Although technology in the developing world was not the stated theme of the conference, it seemed to percolate up in many talks and follow-up discussions, reflecting the "globalized" mood of many speakers and attendees.

After Wednesday's conference-opening presentation on the $100 Laptop, a project spawned at the MIT Media Lab to build millions of laptops for children in poor countries, the day's program segued into a talk with four prominent inventors and innovators, including Dean Kamen, most well known for his Segway Human Transporter.

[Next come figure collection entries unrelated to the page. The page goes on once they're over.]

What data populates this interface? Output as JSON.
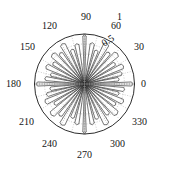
{
  "figure": {
    "kind": "polar-plot",
    "background_color": "#ffffff",
    "foreground_color": "#151515",
    "grid_color": "#9a9a9a",
    "data_color": "#2b2b2b",
    "center_x": 84.5,
    "center_y": 84.0,
    "radius_px": 50.0
  },
  "chart_data": {
    "type": "line",
    "subtype": "polar-rose",
    "title": "",
    "xlabel": "",
    "ylabel": "",
    "grid": true,
    "legend": null,
    "theta_unit": "degrees",
    "theta_tick_labels": [
      "0",
      "30",
      "60",
      "90",
      "120",
      "150",
      "180",
      "210",
      "240",
      "270",
      "300",
      "330"
    ],
    "theta_ticks": [
      0,
      30,
      60,
      90,
      120,
      150,
      180,
      210,
      240,
      270,
      300,
      330
    ],
    "theta_gridline_step": 15,
    "r_tick_labels": [
      "0.5",
      "1"
    ],
    "r_ticks": [
      0.5,
      1.0
    ],
    "rlim": [
      0,
      1
    ],
    "r_gridline_circles": [
      0.2,
      0.4,
      0.6,
      0.8,
      1.0
    ],
    "r_label_angle": 72,
    "series": [
      {
        "name": "lobe-pattern",
        "description": "narrow radial lobes emanating from the origin",
        "lobes": [
          {
            "theta": 0,
            "r": 0.97,
            "half_width": 2.5
          },
          {
            "theta": 8,
            "r": 0.7,
            "half_width": 3.0
          },
          {
            "theta": 16,
            "r": 0.78,
            "half_width": 3.0
          },
          {
            "theta": 25,
            "r": 0.86,
            "half_width": 3.5
          },
          {
            "theta": 34,
            "r": 0.74,
            "half_width": 3.0
          },
          {
            "theta": 43,
            "r": 0.9,
            "half_width": 4.0
          },
          {
            "theta": 52,
            "r": 0.8,
            "half_width": 3.0
          },
          {
            "theta": 61,
            "r": 0.93,
            "half_width": 3.5
          },
          {
            "theta": 70,
            "r": 0.72,
            "half_width": 3.0
          },
          {
            "theta": 79,
            "r": 0.84,
            "half_width": 3.0
          },
          {
            "theta": 90,
            "r": 0.99,
            "half_width": 2.0
          },
          {
            "theta": 101,
            "r": 0.82,
            "half_width": 3.0
          },
          {
            "theta": 110,
            "r": 0.74,
            "half_width": 3.0
          },
          {
            "theta": 119,
            "r": 0.92,
            "half_width": 3.5
          },
          {
            "theta": 128,
            "r": 0.79,
            "half_width": 3.0
          },
          {
            "theta": 137,
            "r": 0.88,
            "half_width": 4.0
          },
          {
            "theta": 146,
            "r": 0.76,
            "half_width": 3.0
          },
          {
            "theta": 155,
            "r": 0.85,
            "half_width": 3.5
          },
          {
            "theta": 164,
            "r": 0.71,
            "half_width": 3.0
          },
          {
            "theta": 172,
            "r": 0.8,
            "half_width": 3.0
          },
          {
            "theta": 180,
            "r": 0.97,
            "half_width": 2.5
          },
          {
            "theta": 188,
            "r": 0.7,
            "half_width": 3.0
          },
          {
            "theta": 196,
            "r": 0.79,
            "half_width": 3.0
          },
          {
            "theta": 205,
            "r": 0.87,
            "half_width": 3.5
          },
          {
            "theta": 214,
            "r": 0.73,
            "half_width": 3.0
          },
          {
            "theta": 223,
            "r": 0.91,
            "half_width": 4.0
          },
          {
            "theta": 232,
            "r": 0.81,
            "half_width": 3.0
          },
          {
            "theta": 241,
            "r": 0.94,
            "half_width": 3.5
          },
          {
            "theta": 250,
            "r": 0.73,
            "half_width": 3.0
          },
          {
            "theta": 259,
            "r": 0.83,
            "half_width": 3.0
          },
          {
            "theta": 270,
            "r": 0.99,
            "half_width": 2.0
          },
          {
            "theta": 281,
            "r": 0.83,
            "half_width": 3.0
          },
          {
            "theta": 290,
            "r": 0.75,
            "half_width": 3.0
          },
          {
            "theta": 299,
            "r": 0.93,
            "half_width": 3.5
          },
          {
            "theta": 308,
            "r": 0.78,
            "half_width": 3.0
          },
          {
            "theta": 317,
            "r": 0.89,
            "half_width": 4.0
          },
          {
            "theta": 326,
            "r": 0.75,
            "half_width": 3.0
          },
          {
            "theta": 335,
            "r": 0.86,
            "half_width": 3.5
          },
          {
            "theta": 344,
            "r": 0.72,
            "half_width": 3.0
          },
          {
            "theta": 352,
            "r": 0.81,
            "half_width": 3.0
          }
        ]
      }
    ]
  },
  "labels": {
    "theta": [
      {
        "text": "0",
        "x": 141,
        "y": 79
      },
      {
        "text": "30",
        "x": 134,
        "y": 42
      },
      {
        "text": "60",
        "x": 111,
        "y": 21
      },
      {
        "text": "90",
        "x": 81,
        "y": 12
      },
      {
        "text": "120",
        "x": 42,
        "y": 21
      },
      {
        "text": "150",
        "x": 20,
        "y": 42
      },
      {
        "text": "180",
        "x": 6,
        "y": 79
      },
      {
        "text": "210",
        "x": 19,
        "y": 117
      },
      {
        "text": "240",
        "x": 42,
        "y": 139
      },
      {
        "text": "270",
        "x": 77,
        "y": 150
      },
      {
        "text": "300",
        "x": 110,
        "y": 139
      },
      {
        "text": "330",
        "x": 132,
        "y": 117
      }
    ],
    "radial": [
      {
        "text": "1",
        "x": 117,
        "y": 12
      },
      {
        "text": "0.5",
        "x": 100,
        "y": 40
      }
    ]
  }
}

Kamen said he had long been dogged by the knowledge that 1.1 billion people lack safe drinking water and 80 percent of the diseases that wrack developing countries are caused by water-borne pathogens. So his team at DEKA Research and Development in New Hampshire is building a simple, energy-efficient water purifier that converts water of any quality into a substance so pure it "would make Dasani look like toxic waste," Kamen said.

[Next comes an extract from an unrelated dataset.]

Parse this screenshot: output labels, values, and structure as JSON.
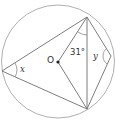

The device produces about 40 liters of water per hour, at a cost of about one cent per liter.  Its potential benefits are so huge that it "makes all the other projects [at DEKA] pale," he said.

The problem with the water purifier has not been getting the technology to work, though, according to Kamen, but rather getting it to the people who need it. Kamen said he had demonstrated his device to the United Nations, the World Bank, and other organizations charged with international development -- but had met only resistance.

Kamen now believes that getting the water purification technology to poor communities would mean bypassing international bureaucracies and setting up a system of microloans to local entrepreneurs, who would buy and operate the purifiers, selling water for a small profit.*

Story continues below

The next day, during a morning session on growth opportunities in computing and communications, Justin Rattner, director of Intel's Corporate Technology Group, continued the theme of tailoring technology for emerging markets. He said the United States is a mature computer market, with almost 80 percent of households now owning a computer. In the emerging world, however, penetration is under five percent.

*This sentence was modified on Oct. 4 at 3:45 pm. The original sentence could be read to suggest that Kamen's purifiers would cost $25, which is not the case. The purifiers should cost about $1,000.